Friday, June 24, 2011

DAY 1: AS PROMISED

It is 3:36PM as I am write this. I had originally intended to post this entry around 8:00AM, but I've had issues waking up lately.

So, I figured I'd share with you something that is a bit more on the serious side. I hope you do not get upset by opinion essays, but that is the genre I am delving into today. I mean, we're not exactly The Huffington Post over here. Sorry, that's the way it is, but its MY blog, I'll do it MY way!

Anyway, allow me to introduce the topic: My opposition to ban books in a school library.

Banning books is a violation of our First Amendment rights. If someone is offended by a particular book, they have the choice to not read it--maybe even t not let their kid read it. However, trying to control other people's intake of media content is just plain wrong. A parent has no right to force an entire school to restrict its whole student body, faculty and staff from reading a book.

I find the act of book-banning to be deplorable and that school's moves to ban books will severely result in the degradation of this country's intellectual standing in the world. Parents these days should consider themselves lucky to have their child reading at all! Fewer and fewer children in this country are opening books these days. (Hell, my high school didn't even assign Summer reading for next years Seniors this year!) Ban a book? I thought banning video games was bad, but this is ridiculous!

Sheltering a high-school student from various content is hurting his or her coping, reasoning and perceptions of the real world. A parent's primary job is to prepare their young ones to mature and develop into happy and successful adults, however, censorship only diminishes their experience and holds back a teen's ability to deal with reality.

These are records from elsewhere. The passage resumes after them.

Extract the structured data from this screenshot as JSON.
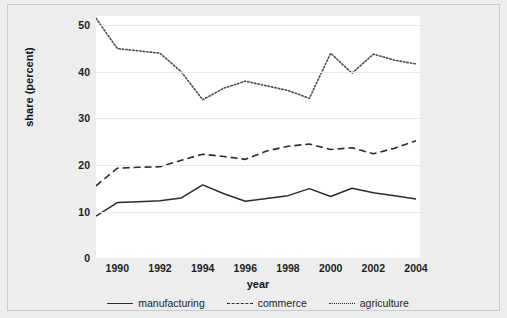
{
  "chart_data": {
    "type": "line",
    "title": "",
    "xlabel": "year",
    "ylabel": "share (percent)",
    "xlim": [
      1989,
      2004
    ],
    "ylim": [
      0,
      52
    ],
    "grid": true,
    "legend_position": "bottom",
    "x": [
      1989,
      1990,
      1991,
      1992,
      1993,
      1994,
      1995,
      1996,
      1997,
      1998,
      1999,
      2000,
      2001,
      2002,
      2003,
      2004
    ],
    "xticks": [
      "1990",
      "1992",
      "1994",
      "1996",
      "1998",
      "2000",
      "2002",
      "2004"
    ],
    "xtick_values": [
      1990,
      1992,
      1994,
      1996,
      1998,
      2000,
      2002,
      2004
    ],
    "yticks": [
      "0",
      "10",
      "20",
      "30",
      "40",
      "50"
    ],
    "ytick_values": [
      0,
      10,
      20,
      30,
      40,
      50
    ],
    "series": [
      {
        "name": "manufacturing",
        "style": "solid",
        "color": "#2b2b2b",
        "values": [
          9.0,
          11.9,
          12.1,
          12.3,
          12.9,
          15.7,
          13.8,
          12.2,
          12.8,
          13.4,
          14.9,
          13.2,
          15.0,
          14.0,
          13.4,
          12.7
        ]
      },
      {
        "name": "commerce",
        "style": "dashed",
        "color": "#2b2b2b",
        "values": [
          15.5,
          19.3,
          19.5,
          19.6,
          21.0,
          22.3,
          21.8,
          21.2,
          23.0,
          24.0,
          24.5,
          23.3,
          23.7,
          22.4,
          23.6,
          25.2
        ]
      },
      {
        "name": "agriculture",
        "style": "dotted",
        "color": "#4a4a4a",
        "values": [
          51.5,
          45.0,
          44.5,
          44.0,
          40.0,
          34.0,
          36.5,
          38.0,
          37.0,
          36.0,
          34.3,
          44.0,
          39.7,
          43.8,
          42.5,
          41.7
        ]
      }
    ]
  },
  "legend": {
    "items": [
      {
        "label": "manufacturing"
      },
      {
        "label": "commerce"
      },
      {
        "label": "agriculture"
      }
    ]
  },
  "axes": {
    "y_title": "share (percent)",
    "x_title": "year"
  },
  "colors": {
    "figure_background": "#eceded",
    "plot_background": "#ffffff",
    "gridline": "#e8e8e8",
    "line": "#2b2b2b",
    "text": "#1c1c1c"
  }
}
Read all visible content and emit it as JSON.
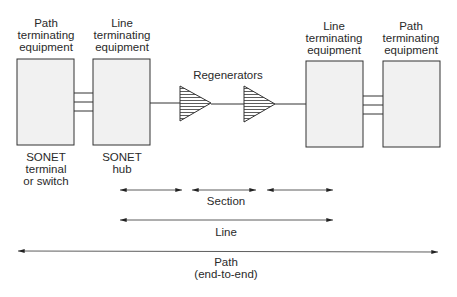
{
  "diagram": {
    "equipment": [
      {
        "id": "pte-left",
        "title_lines": [
          "Path",
          "terminating",
          "equipment"
        ],
        "caption_lines": [
          "SONET",
          "terminal",
          "or switch"
        ]
      },
      {
        "id": "lte-left",
        "title_lines": [
          "Line",
          "terminating",
          "equipment"
        ],
        "caption_lines": [
          "SONET",
          "hub"
        ]
      },
      {
        "id": "lte-right",
        "title_lines": [
          "Line",
          "terminating",
          "equipment"
        ],
        "caption_lines": []
      },
      {
        "id": "pte-right",
        "title_lines": [
          "Path",
          "terminating",
          "equipment"
        ],
        "caption_lines": []
      }
    ],
    "regenerators_label": "Regenerators",
    "spans": {
      "section": "Section",
      "line": "Line",
      "path_lines": [
        "Path",
        "(end-to-end)"
      ]
    },
    "colors": {
      "box_fill": "#f1f1f1",
      "stroke": "#333333",
      "text": "#2a2a2a"
    }
  }
}
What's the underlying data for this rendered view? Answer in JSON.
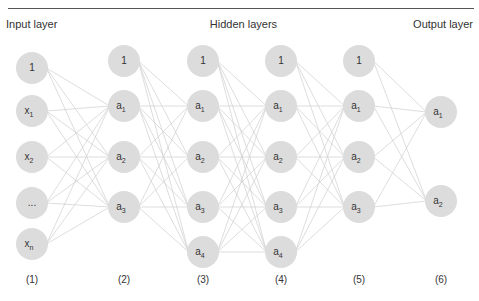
{
  "headers": {
    "input": "Input layer",
    "hidden": "Hidden layers",
    "output": "Output layer"
  },
  "layers": [
    {
      "id": "1",
      "label": "(1)",
      "role": "input",
      "nodes": [
        {
          "base": "1",
          "sub": ""
        },
        {
          "base": "x",
          "sub": "1"
        },
        {
          "base": "x",
          "sub": "2"
        },
        {
          "base": "...",
          "sub": ""
        },
        {
          "base": "x",
          "sub": "n"
        }
      ]
    },
    {
      "id": "2",
      "label": "(2)",
      "role": "hidden",
      "nodes": [
        {
          "base": "1",
          "sub": ""
        },
        {
          "base": "a",
          "sub": "1"
        },
        {
          "base": "a",
          "sub": "2"
        },
        {
          "base": "a",
          "sub": "3"
        }
      ]
    },
    {
      "id": "3",
      "label": "(3)",
      "role": "hidden",
      "nodes": [
        {
          "base": "1",
          "sub": ""
        },
        {
          "base": "a",
          "sub": "1"
        },
        {
          "base": "a",
          "sub": "2"
        },
        {
          "base": "a",
          "sub": "3"
        },
        {
          "base": "a",
          "sub": "4"
        }
      ]
    },
    {
      "id": "4",
      "label": "(4)",
      "role": "hidden",
      "nodes": [
        {
          "base": "1",
          "sub": ""
        },
        {
          "base": "a",
          "sub": "1"
        },
        {
          "base": "a",
          "sub": "2"
        },
        {
          "base": "a",
          "sub": "3"
        },
        {
          "base": "a",
          "sub": "4"
        }
      ]
    },
    {
      "id": "5",
      "label": "(5)",
      "role": "hidden",
      "nodes": [
        {
          "base": "1",
          "sub": ""
        },
        {
          "base": "a",
          "sub": "1"
        },
        {
          "base": "a",
          "sub": "2"
        },
        {
          "base": "a",
          "sub": "3"
        }
      ]
    },
    {
      "id": "6",
      "label": "(6)",
      "role": "output",
      "nodes": [
        {
          "base": "a",
          "sub": "1"
        },
        {
          "base": "a",
          "sub": "2"
        }
      ]
    }
  ],
  "colors": {
    "node_fill": "#dcdcdc",
    "edge": "#cfcfcf",
    "text": "#333333",
    "rule": "#555555"
  }
}
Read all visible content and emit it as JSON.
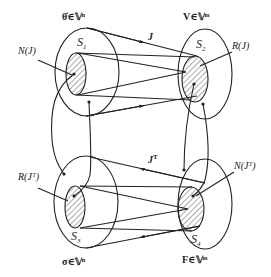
{
  "diagram": {
    "sets": {
      "s1": {
        "name": "S",
        "sub": "1",
        "space_label": "θ̇∈𝕍ⁿ",
        "subspace_label": "N(J)"
      },
      "s2": {
        "name": "S",
        "sub": "2",
        "space_label": "V∈𝕍ᵐ",
        "subspace_label": "R(J)"
      },
      "s3": {
        "name": "S",
        "sub": "3",
        "space_label": "σ∈𝕍ⁿ",
        "subspace_label": "R(Jᵀ)"
      },
      "s4": {
        "name": "S",
        "sub": "4",
        "space_label": "F∈𝕍ᵐ",
        "subspace_label": "N(Jᵀ)"
      }
    },
    "mappings": {
      "forward": "J",
      "transpose_base": "J",
      "transpose_sup": "T"
    },
    "colors": {
      "stroke": "#222222",
      "hatch": "#444444",
      "background": "#ffffff"
    }
  }
}
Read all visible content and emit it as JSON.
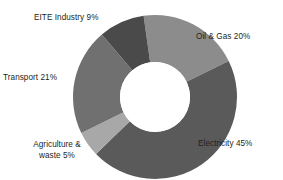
{
  "chart_data": {
    "type": "pie",
    "variant": "donut",
    "title": "",
    "subtitle": "",
    "xlabel": "",
    "ylabel": "",
    "grid": false,
    "legend_position": "none",
    "label_format": "{name} {value}%",
    "units": "percent",
    "total": 100,
    "categories": [
      "Oil & Gas",
      "Electricity",
      "Agriculture & waste",
      "Transport",
      "EITE Industry"
    ],
    "values": [
      20,
      45,
      5,
      21,
      9
    ],
    "colors": [
      "#8c8c8c",
      "#5a5a5a",
      "#a8a8a8",
      "#707070",
      "#4a4a4a"
    ],
    "slices": [
      {
        "name": "Oil & Gas",
        "value": 20,
        "color": "#8c8c8c",
        "label": "Oil & Gas 20%",
        "label_position": "outside-right-top"
      },
      {
        "name": "Electricity",
        "value": 45,
        "color": "#5a5a5a",
        "label": "Electricity 45%",
        "label_position": "outside-right-bottom"
      },
      {
        "name": "Agriculture & waste",
        "value": 5,
        "color": "#a8a8a8",
        "label": "Agriculture &\nwaste 5%",
        "label_position": "outside-left-bottom"
      },
      {
        "name": "Transport",
        "value": 21,
        "color": "#707070",
        "label": "Transport 21%",
        "label_position": "outside-left-middle"
      },
      {
        "name": "EITE Industry",
        "value": 9,
        "color": "#4a4a4a",
        "label": "EITE Industry 9%",
        "label_position": "outside-left-top"
      }
    ],
    "geometry": {
      "center_x": 155,
      "center_y": 97,
      "outer_radius": 82,
      "inner_radius": 35,
      "start_angle_deg": -8,
      "direction": "clockwise",
      "hole_color": "#ffffff"
    }
  }
}
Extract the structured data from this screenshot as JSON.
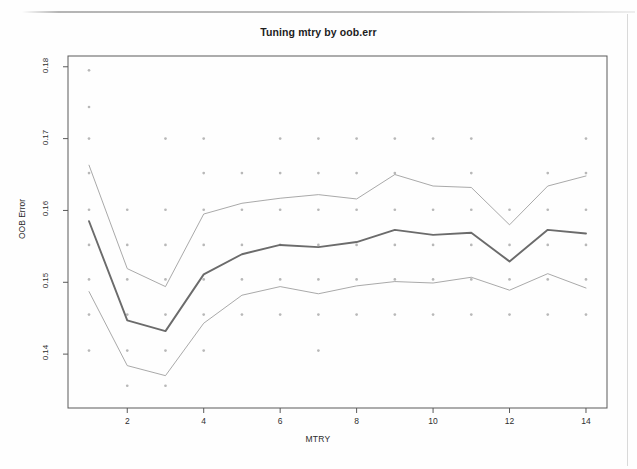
{
  "figure": {
    "title": "Tuning mtry by oob.err",
    "xlabel": "MTRY",
    "ylabel": "OOB Error"
  },
  "axis": {
    "y_ticks": [
      "0.14",
      "0.15",
      "0.16",
      "0.17",
      "0.18"
    ],
    "x_ticks": [
      "2",
      "4",
      "6",
      "8",
      "10",
      "12",
      "14"
    ]
  },
  "colors": {
    "mean_line": "#6b6b6b",
    "band_line": "#9a9a9a",
    "point": "#b8b8b8",
    "axis": "#5a5a5a",
    "text": "#1d1d1d",
    "background": "#fefefe"
  },
  "chart_data": {
    "type": "line",
    "title": "Tuning mtry by oob.err",
    "xlabel": "MTRY",
    "ylabel": "OOB Error",
    "xlim": [
      0.45,
      14.55
    ],
    "ylim": [
      0.1325,
      0.1815
    ],
    "x_ticks": [
      2,
      4,
      6,
      8,
      10,
      12,
      14
    ],
    "y_ticks": [
      0.14,
      0.15,
      0.16,
      0.17,
      0.18
    ],
    "grid": false,
    "legend": "none",
    "x": [
      1,
      2,
      3,
      4,
      5,
      6,
      7,
      8,
      9,
      10,
      11,
      12,
      13,
      14
    ],
    "series": [
      {
        "name": "mean OOB error",
        "style": "thick-line",
        "values": [
          0.1585,
          0.1447,
          0.1432,
          0.1511,
          0.1539,
          0.1552,
          0.1549,
          0.1556,
          0.1573,
          0.1566,
          0.1569,
          0.1529,
          0.1573,
          0.1568
        ]
      },
      {
        "name": "upper bound",
        "style": "thin-line",
        "values": [
          0.1663,
          0.1519,
          0.1494,
          0.1595,
          0.161,
          0.1617,
          0.1622,
          0.1616,
          0.165,
          0.1634,
          0.1632,
          0.158,
          0.1634,
          0.1648
        ]
      },
      {
        "name": "lower bound",
        "style": "thin-line",
        "values": [
          0.1487,
          0.1384,
          0.137,
          0.1443,
          0.1482,
          0.1494,
          0.1484,
          0.1495,
          0.1501,
          0.1499,
          0.1507,
          0.1489,
          0.1512,
          0.1492
        ]
      }
    ],
    "scatter": {
      "name": "individual repetitions",
      "marker": "dot",
      "points": [
        [
          1,
          0.1795
        ],
        [
          1,
          0.1744
        ],
        [
          1,
          0.17
        ],
        [
          1,
          0.1652
        ],
        [
          1,
          0.1601
        ],
        [
          1,
          0.1552
        ],
        [
          1,
          0.1504
        ],
        [
          1,
          0.1455
        ],
        [
          1,
          0.1405
        ],
        [
          2,
          0.1601
        ],
        [
          2,
          0.1552
        ],
        [
          2,
          0.1504
        ],
        [
          2,
          0.1455
        ],
        [
          2,
          0.1405
        ],
        [
          2,
          0.1356
        ],
        [
          3,
          0.17
        ],
        [
          3,
          0.1601
        ],
        [
          3,
          0.1552
        ],
        [
          3,
          0.1504
        ],
        [
          3,
          0.1455
        ],
        [
          3,
          0.1405
        ],
        [
          3,
          0.1356
        ],
        [
          4,
          0.17
        ],
        [
          4,
          0.1652
        ],
        [
          4,
          0.1601
        ],
        [
          4,
          0.1552
        ],
        [
          4,
          0.1504
        ],
        [
          4,
          0.1455
        ],
        [
          4,
          0.1405
        ],
        [
          5,
          0.1652
        ],
        [
          5,
          0.1601
        ],
        [
          5,
          0.1552
        ],
        [
          5,
          0.1504
        ],
        [
          5,
          0.1455
        ],
        [
          6,
          0.17
        ],
        [
          6,
          0.1652
        ],
        [
          6,
          0.1601
        ],
        [
          6,
          0.1552
        ],
        [
          6,
          0.1504
        ],
        [
          6,
          0.1455
        ],
        [
          7,
          0.17
        ],
        [
          7,
          0.1652
        ],
        [
          7,
          0.1601
        ],
        [
          7,
          0.1552
        ],
        [
          7,
          0.1504
        ],
        [
          7,
          0.1455
        ],
        [
          7,
          0.1405
        ],
        [
          8,
          0.17
        ],
        [
          8,
          0.1652
        ],
        [
          8,
          0.1601
        ],
        [
          8,
          0.1552
        ],
        [
          8,
          0.1504
        ],
        [
          8,
          0.1455
        ],
        [
          9,
          0.17
        ],
        [
          9,
          0.1652
        ],
        [
          9,
          0.1601
        ],
        [
          9,
          0.1552
        ],
        [
          9,
          0.1504
        ],
        [
          9,
          0.1455
        ],
        [
          10,
          0.17
        ],
        [
          10,
          0.1601
        ],
        [
          10,
          0.1552
        ],
        [
          10,
          0.1504
        ],
        [
          10,
          0.1455
        ],
        [
          11,
          0.17
        ],
        [
          11,
          0.1652
        ],
        [
          11,
          0.1601
        ],
        [
          11,
          0.1552
        ],
        [
          11,
          0.1504
        ],
        [
          11,
          0.1455
        ],
        [
          12,
          0.1601
        ],
        [
          12,
          0.1552
        ],
        [
          12,
          0.1504
        ],
        [
          12,
          0.1455
        ],
        [
          13,
          0.1652
        ],
        [
          13,
          0.1601
        ],
        [
          13,
          0.1552
        ],
        [
          13,
          0.1504
        ],
        [
          13,
          0.1455
        ],
        [
          14,
          0.17
        ],
        [
          14,
          0.1652
        ],
        [
          14,
          0.1601
        ],
        [
          14,
          0.1552
        ],
        [
          14,
          0.1504
        ],
        [
          14,
          0.1455
        ]
      ]
    }
  }
}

I say we should get rid of the atrocious abomination "Banned Book Week", seeing that all it really does is inadvertently teach kids that pretending something isn't there or ignoring it, fixes the problem. Denial is not an effective coping strategy, and trying to restrain people's intake is negligent and disrespectful of their rights and choices.

Let me ask a question: If other people, heaven forbid, do somehow manage to become morally and mentally corrupted in their thoughts and actions, simply through the reading of a book, how does that effect your life or your child? Who made you a hero? Stop trying to be a crusader. You may be allowed to tell your kids what they can't read, but how do you know that these books will affect others in the same way?
Tell you what, if people you know become corrupted from what they read, then you can just cut yourself off from those people. After all, it is not what's in the book, it is how our minds process the information. All you have to do is teach your children right from wrong, and to not believe everything what they read. This way, they can (AND SHOULD!) decide for themselves what is questionable.